What needs to be done. All of the entries below should be returned verbatim, apart from the pictures.

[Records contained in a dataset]
++++

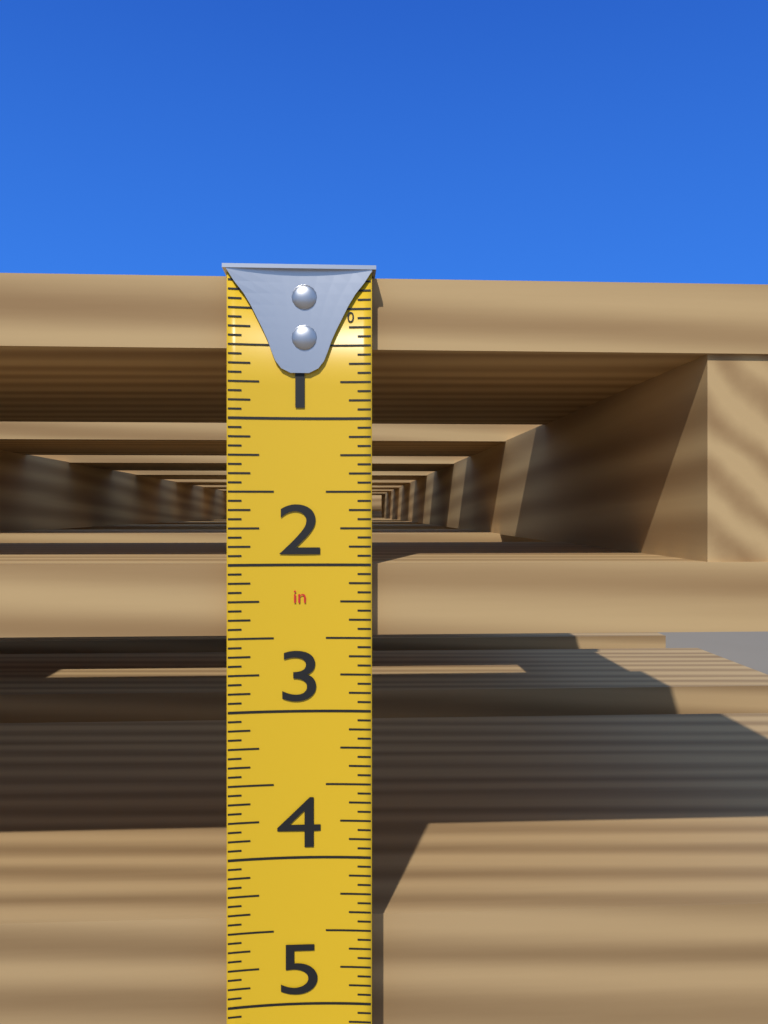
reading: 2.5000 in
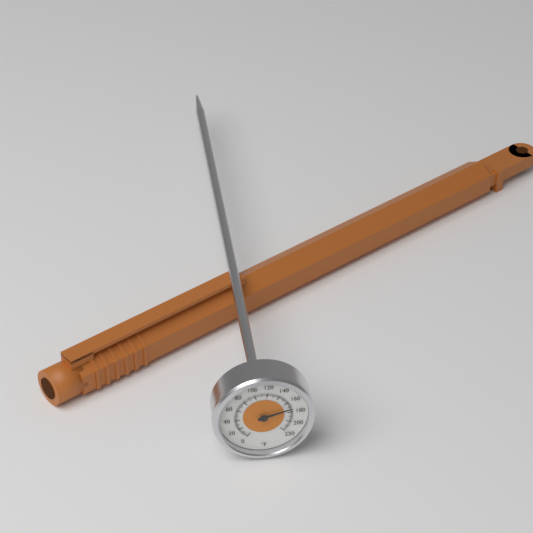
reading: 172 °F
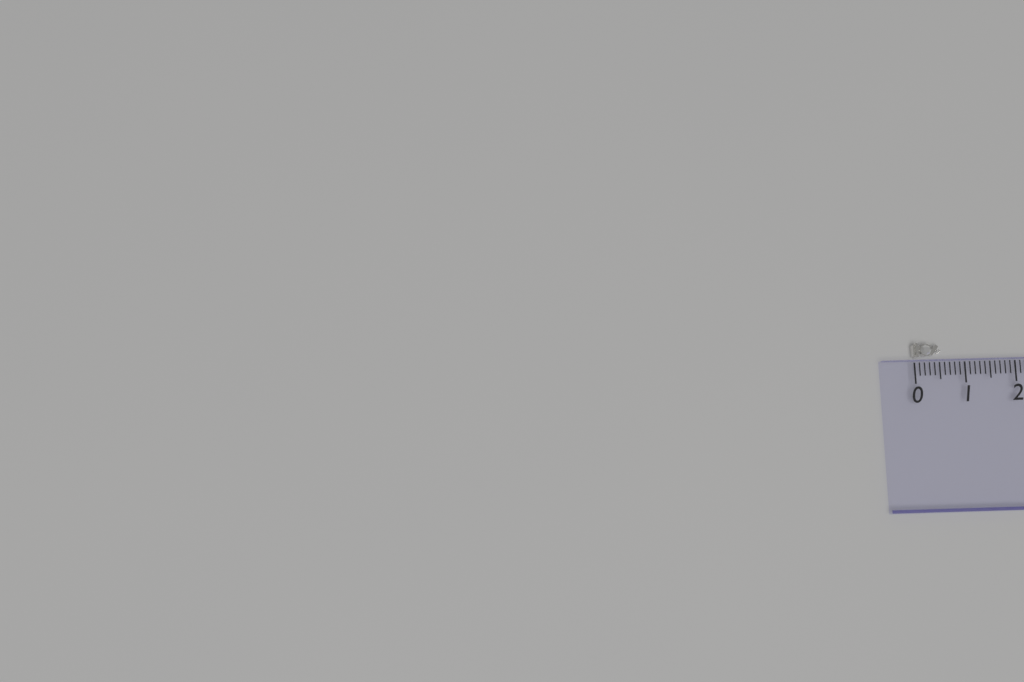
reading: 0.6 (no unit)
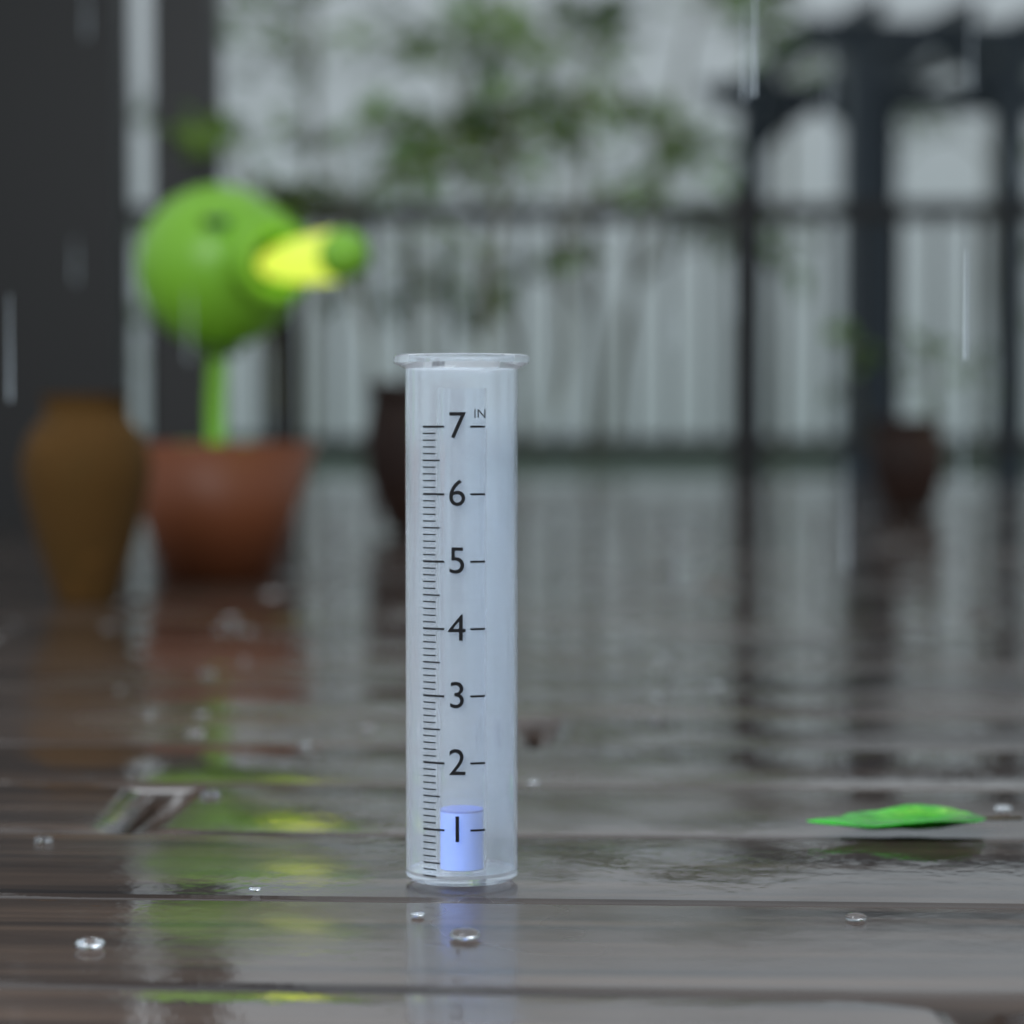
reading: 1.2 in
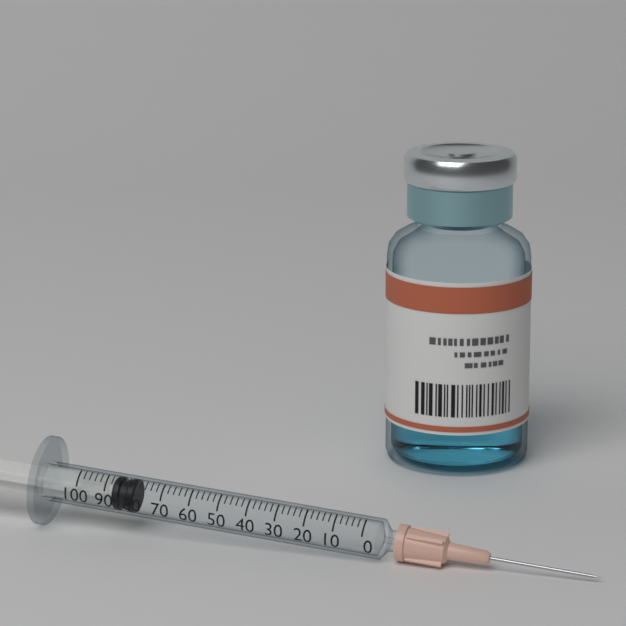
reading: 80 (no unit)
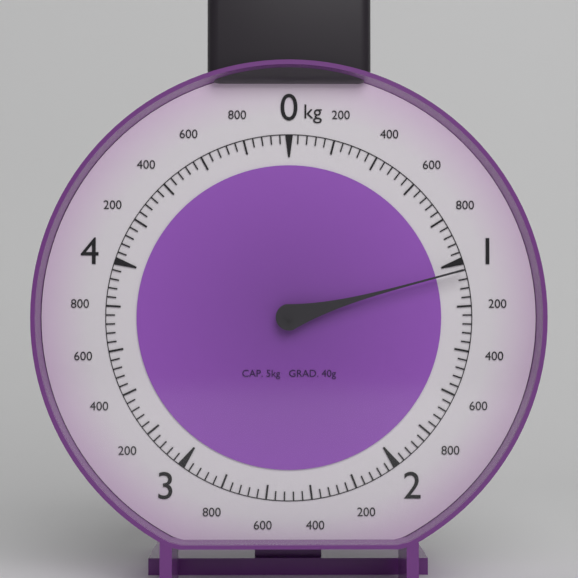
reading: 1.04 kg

++++

Task answer.
reading: 2.5000 in
reading: 172 °F
reading: 0.6 (no unit)
reading: 1.2 in
reading: 80 (no unit)
reading: 1.04 kg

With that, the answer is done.